JOSEPH I. (1678-1711), Roman emperor, elder son of the emperor Leopold I. and his third wife, Eleanora, was born in Vienna on July 26, 1678. In 1687 he received the crown of Hun gary, and he was elected king of the Romans in 169o. In 1699 he married Wilhelmina Amalia of Brunswick-Luneburg, by whom he had two daughters. In 1702, on the outbreak of the War of the Spanish Succession, he joined the imperial general Louis of Baden in the siege of Landau. He succeeded his father as em peror in 1705, and during his reign the imperial general Prince Eugene, either acting alone in Italy or with the duke of Marl borough in Germany and Flanders, defeated the armies of Louis XIV. Hungary was disturbed by the conflict with Francis Rack Oczy II., who eventually took refuge in France. The conflict was ended by the peace of Szatmar (I7I I). The emperor reversed many of the pedantically authoritative measures of his father, but he fought stoutly for what he believed to be his rights. Joseph showed himself hostile to the Jesuits, by
whom his father had been much influenced. He began the attempts to settle the question of the Austrian inheritance by a pragmatic sanction (see HABSBURG, HOUSE OF), which were con tinued by his brother Charles VI. Joseph died in Vienna on April 17, 1711, of small-pox.
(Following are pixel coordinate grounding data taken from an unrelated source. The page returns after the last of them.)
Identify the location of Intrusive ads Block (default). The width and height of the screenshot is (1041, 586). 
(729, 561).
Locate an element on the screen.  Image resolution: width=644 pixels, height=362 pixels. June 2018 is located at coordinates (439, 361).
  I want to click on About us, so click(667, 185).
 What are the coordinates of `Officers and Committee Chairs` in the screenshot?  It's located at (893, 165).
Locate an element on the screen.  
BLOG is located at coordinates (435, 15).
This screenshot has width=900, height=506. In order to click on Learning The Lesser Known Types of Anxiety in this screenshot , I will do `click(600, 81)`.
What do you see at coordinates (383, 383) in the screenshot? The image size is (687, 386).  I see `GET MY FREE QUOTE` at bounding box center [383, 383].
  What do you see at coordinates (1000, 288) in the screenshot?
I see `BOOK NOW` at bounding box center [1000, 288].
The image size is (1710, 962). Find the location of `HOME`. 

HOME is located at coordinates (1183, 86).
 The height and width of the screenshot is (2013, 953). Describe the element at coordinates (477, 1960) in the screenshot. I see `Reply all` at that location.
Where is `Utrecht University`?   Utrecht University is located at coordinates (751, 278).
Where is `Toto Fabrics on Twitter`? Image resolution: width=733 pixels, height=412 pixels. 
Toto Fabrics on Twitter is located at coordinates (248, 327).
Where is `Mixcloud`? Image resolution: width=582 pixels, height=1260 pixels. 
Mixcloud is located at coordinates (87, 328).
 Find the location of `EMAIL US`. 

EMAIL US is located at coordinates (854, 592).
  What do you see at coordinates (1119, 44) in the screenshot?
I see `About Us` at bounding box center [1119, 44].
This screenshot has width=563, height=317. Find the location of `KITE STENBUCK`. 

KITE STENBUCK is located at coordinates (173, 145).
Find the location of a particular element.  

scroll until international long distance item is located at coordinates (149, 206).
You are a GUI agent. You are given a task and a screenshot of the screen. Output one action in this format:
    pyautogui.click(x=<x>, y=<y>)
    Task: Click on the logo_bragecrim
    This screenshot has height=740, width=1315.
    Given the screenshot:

He was a good musician; his musical works, with those of Ferdinand III. and Leopold I. were edited in 1892-93 by G. Adler.
See F. Krones von Marshland, Grundriss der Oesterreichischen Geschichte (1882) ; F. Wagner, Historia Josephi Caesaris (1746) ; J. C. Herchenhahn, Geschichte der Regierung Kaiser Josephs I. (1786-89) ; C. van Noorden, Europdische Geschichte im 18. Jahrhundert (187o-82).